Direct access to Mother’s DNA database was closely restricted. To obtain a general DNA search required a plurality of council member approval, and a direct location search required a super majority. But prior to the Fall the inspectors had enormous resources to find their subjects. The slightest clue at the site of a crime could be used to track down the perpetrator. A shred of DNA, a fiber of clothing, any distinctive chemical or biological residue, and the inspectors had a lead that they would follow until they died or hell froze over.
Or the whole world came apart.
“What were you doing there at the Fall?” Sheida asked.
“There was a person who had committed a string of offenses,” Joel said, one cheek twitching for just a moment. “Primarily rape and murder, concentrating on very young females. He would… seduce them in order to get them to drop their shields and then… ensure that they were too overwhelmed to raise them… afterward.” His jaw worked for just a moment and he shook his head angrily.
“I had a hard gene coding on the person, he’d been going by the name Rob Morescue, mostly, but he had seemingly dropped off the face of the earth. None of the secondary surveillance systems picked him, or his DNA, up, anywhere. I was able to secure the information that the person had turned himself into a kraken. I had reason to suspect that he was residing somewhere in the deep trenches near the Asur Islands. I had been asking around; there was a pretty large delphino population in the area as well as orcas and various fishermen and sailors. At the time of the Fall I had gotten three confirmed sightings of a kraken in the area and was about to perform a search of the depths. Then, with the Fall, I was forced to forego my investigation.”

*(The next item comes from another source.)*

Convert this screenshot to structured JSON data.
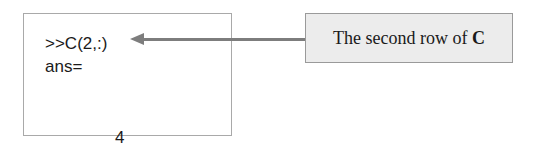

“And since?” Sheida asked.
“I took a job with one of the local sailors who had converted to commercial fishing,” Travante replied. “In time I was able to secure my own vessel, a small sailing caique. When New Destiny forces took over the island I maintained my cover as a visiting tourist and post-Fall fisherman. When the time was right and the weather looked good I set sail for the mainland.”
“In a fishing caique?” Sheida said, aghast. “How large?”
“Four meters, ma’am,” Joel replied. “I had reason to suspect that some of the orcas that had willingly joined the New Destiny forces had suspicions that I was not all that I had said. Some of my questions, pre-Fall, had apparently been insufficiently circumspect. And, frankly, ma’am, I didn’t think much of New Destiny’s charter or actions. So as soon as I felt it was probable I’d survive, I set sail. It’s not that difficult a sail from the Asur Islands to Norau, provided nothing goes wrong.”
“Charts?” Sheida asked. “Navigation?”
“I was able by that time to secure a compass and had some training from my previous employer at stellar and oceanic current navigation,” Joel said, shrugging as if a three-thousand-kilometer voyage across empty ocean in a small boat was no great feat. “Dorado tended to congregate around the boat so that I had a ready supply of food. I had a large store of water when I left and picked up more from occasional rain showers. I made landfall on the coast of Flora ninety-three days after setting sail, made my way up the coast to the base at Newfell, contacted a person that I had known prior to the Fall and was put in touch with the Freedom Coalition rump of the Council. Upon being summoned by you I traveled by stagecoach and horse to Chian and was ported here.”
“Amazing, Inspector,” Sheida said. “Will it bother you if I say ‘a bit too amazing’?”
“No, ma’am,” the inspector replied. “If you wish to perform truth detection, feel free.” Like most intrusive protocols, truth detection required permission of the subject or agreement by a plurality of the Council.
Sheida frowned and then shrugged, drawing a smidgeon of power and running a lie detector test on the surface of the inspector’s thoughts. There was no indication that he had any reservations about his story. He had some personal problems that were beating at him, though.